Cassius watched with interest. The tall Highborn intrigued him. If they possessed one fault as super soldiers, it was their tendency toward rashness. Scipio had a rare trait for a Highborn, a touch of caution. On the bridge, it had allowed him to see Hawthorne as dangerous. What Cassius needed to know was if with his caution Scipio still had enough courage.

“You will not utter the word unbeatable again,” Gaius said, clutching Scipio’s forearm.

Scipio wrenched his arm free and took a step back. “You’re an admiral of a Doom Star, and thus highly outrank me. But the Grand Admiral has called me to this session to speak my mind. Examine the situation, Admiral. We face a grave threat. It is daunting in the extreme and quite possibly is unbeatable. Yes, I speak the word again.”
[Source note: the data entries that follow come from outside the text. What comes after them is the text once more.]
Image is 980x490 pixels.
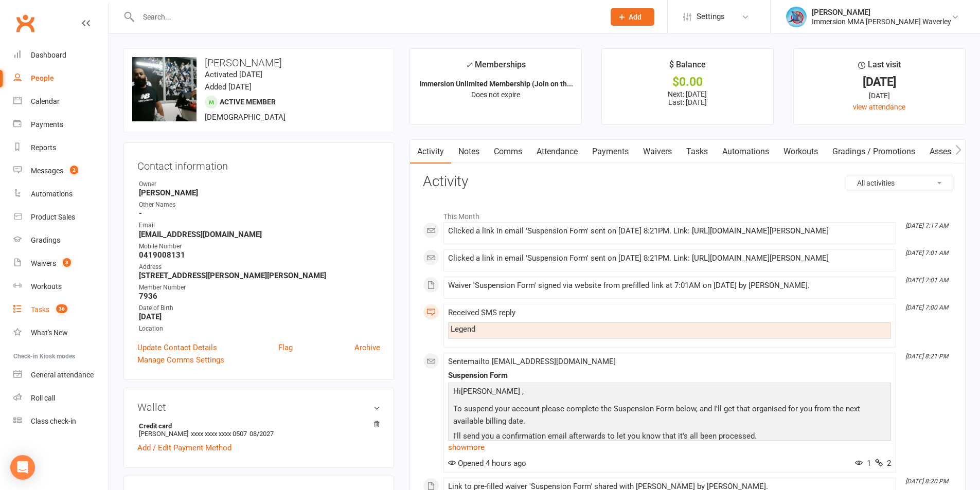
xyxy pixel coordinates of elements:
div: Open Intercom Messenger [10,455,35,480]
a: Attendance [529,140,585,163]
div: Workouts [31,282,62,291]
div: Reports [31,143,56,152]
div: Owner [139,179,380,189]
div: [DATE] [804,90,956,102]
i: [DATE] 8:21 PM [906,353,949,360]
div: Waivers [31,260,56,267]
a: view attendance [853,103,906,111]
i: [DATE] 7:01 AM [906,276,949,284]
div: [DATE] [804,76,956,88]
a: General attendance kiosk mode [14,363,108,387]
i: [DATE] 7:17 AM [906,222,949,229]
span: Does not expire [471,91,520,98]
div: Roll call [31,394,55,402]
a: People [14,67,108,90]
a: Messages 2 [14,160,108,182]
a: Calendar [14,90,108,113]
div: Received SMS reply [448,308,891,318]
time: Activated [DATE] [205,70,263,79]
h3: [PERSON_NAME] [132,57,386,69]
a: Tasks 36 [14,298,108,321]
div: What's New [31,328,68,337]
div: Date of Birth [139,303,380,313]
a: Comms [487,140,529,163]
span: , [522,387,524,396]
a: Dashboard [14,44,108,67]
p: I'll send you a confirmation email afterwards to let you know that it's all been processed. [451,430,888,445]
div: Address [139,263,380,272]
div: [PERSON_NAME] [812,8,952,17]
i: [DATE] 7:00 AM [906,304,949,311]
div: Gradings [31,236,60,244]
a: Add / Edit Payment Method [137,442,231,454]
div: Payments [31,121,63,128]
h3: Activity [423,174,953,190]
h3: Contact information [137,156,380,172]
span: Sent email to [EMAIL_ADDRESS][DOMAIN_NAME] [448,357,616,366]
strong: - [139,209,380,218]
div: Tasks [31,305,50,314]
p: [PERSON_NAME] [451,385,888,400]
div: Suspension Form [448,371,891,380]
h3: Wallet [137,401,380,413]
p: Next: [DATE] Last: [DATE] [611,90,764,106]
a: Manage Comms Settings [137,353,225,366]
a: Update Contact Details [137,341,217,353]
i: [DATE] 7:01 AM [906,250,949,256]
strong: [EMAIL_ADDRESS][DOMAIN_NAME] [139,230,380,239]
button: Add [611,8,655,26]
a: Automations [14,182,108,205]
a: Product Sales [14,205,108,229]
a: Roll call [14,387,108,410]
a: Reports [14,137,108,160]
div: Clicked a link in email 'Suspension Form' sent on [DATE] 8:21PM. Link: [URL][DOMAIN_NAME][PERSON_... [448,254,891,263]
div: Memberships [466,58,526,77]
li: This Month [423,205,953,222]
div: General attendance [31,371,94,379]
a: What's New [14,321,108,344]
span: 36 [56,305,67,313]
span: 2 [875,459,891,468]
div: Calendar [31,97,60,105]
i: [DATE] 8:20 PM [906,478,949,485]
a: Activity [410,140,451,163]
a: Class kiosk mode [14,410,108,433]
div: Legend [451,325,888,334]
a: Workouts [777,140,826,163]
a: Gradings [14,229,108,252]
div: Waiver 'Suspension Form' signed via website from prefilled link at 7:01AM on [DATE] by [PERSON_NA... [448,281,891,290]
strong: [DATE] [139,312,380,321]
a: Automations [715,140,777,163]
span: Active member [220,98,276,106]
a: Waivers [636,140,679,163]
strong: [PERSON_NAME] [139,189,380,198]
div: Mobile Number [139,242,380,251]
span: Hi [453,387,461,396]
a: Waivers 3 [14,252,108,275]
a: Clubworx [12,10,38,36]
a: Notes [451,140,487,163]
a: Flag [278,341,293,353]
div: $ Balance [669,58,706,76]
i: ✓ [466,60,472,70]
a: Workouts [14,275,108,298]
span: Settings [697,5,725,28]
strong: Immersion Unlimited Membership (Join on th... [419,79,573,88]
strong: 0419008131 [139,250,380,260]
div: Messages [31,166,63,175]
strong: 7936 [139,292,380,301]
p: To suspend your account please complete the Suspension Form below, and I'll get that organised fo... [451,402,888,430]
span: 1 [855,459,872,468]
input: Search... [135,10,597,24]
div: People [31,74,54,82]
div: Clicked a link in email 'Suspension Form' sent on [DATE] 8:21PM. Link: [URL][DOMAIN_NAME][PERSON_... [448,227,891,236]
a: Archive [354,341,380,353]
div: Immersion MMA [PERSON_NAME] Waverley [812,17,952,26]
div: Member Number [139,283,380,292]
span: [DEMOGRAPHIC_DATA] [205,113,286,122]
div: $0.00 [611,76,764,88]
div: Last visit [859,58,901,76]
div: Other Names [139,200,380,210]
span: xxxx xxxx xxxx 0507 [191,430,247,437]
a: Payments [14,113,108,137]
Gaius growled low in his throat, stepped close and shot a fist at Scipio. The tall Highborn deflected the blow with a smooth karate parry.

“A fancy fighter, eh?” said Gaius. He raised his scarred knuckles and grinned at Scipio. “Defend yourself, boy.”

Scipio assumed a classic karate stance. “I have too much respect for us to mouth platitudes and fighting maxims now. Our existence is at stake.”

“And that makes you fear, eh boy?” Gaius asked.

Scipio spit on the floor as the fierce vitality of the Highborn blazed in his eyes. “You’re an old man, Admiral. You’ve become senile in your command shell.”

Gaius roared as he attacked, wading in with precision blows. Using his longer reach to advantage, Scipio danced around the bull-like admiral, chopping and kicking. Gaius shrugged off the meaty slaps and used his shoulders, upper arms and hips to absorb Scipio’s hardest kicks.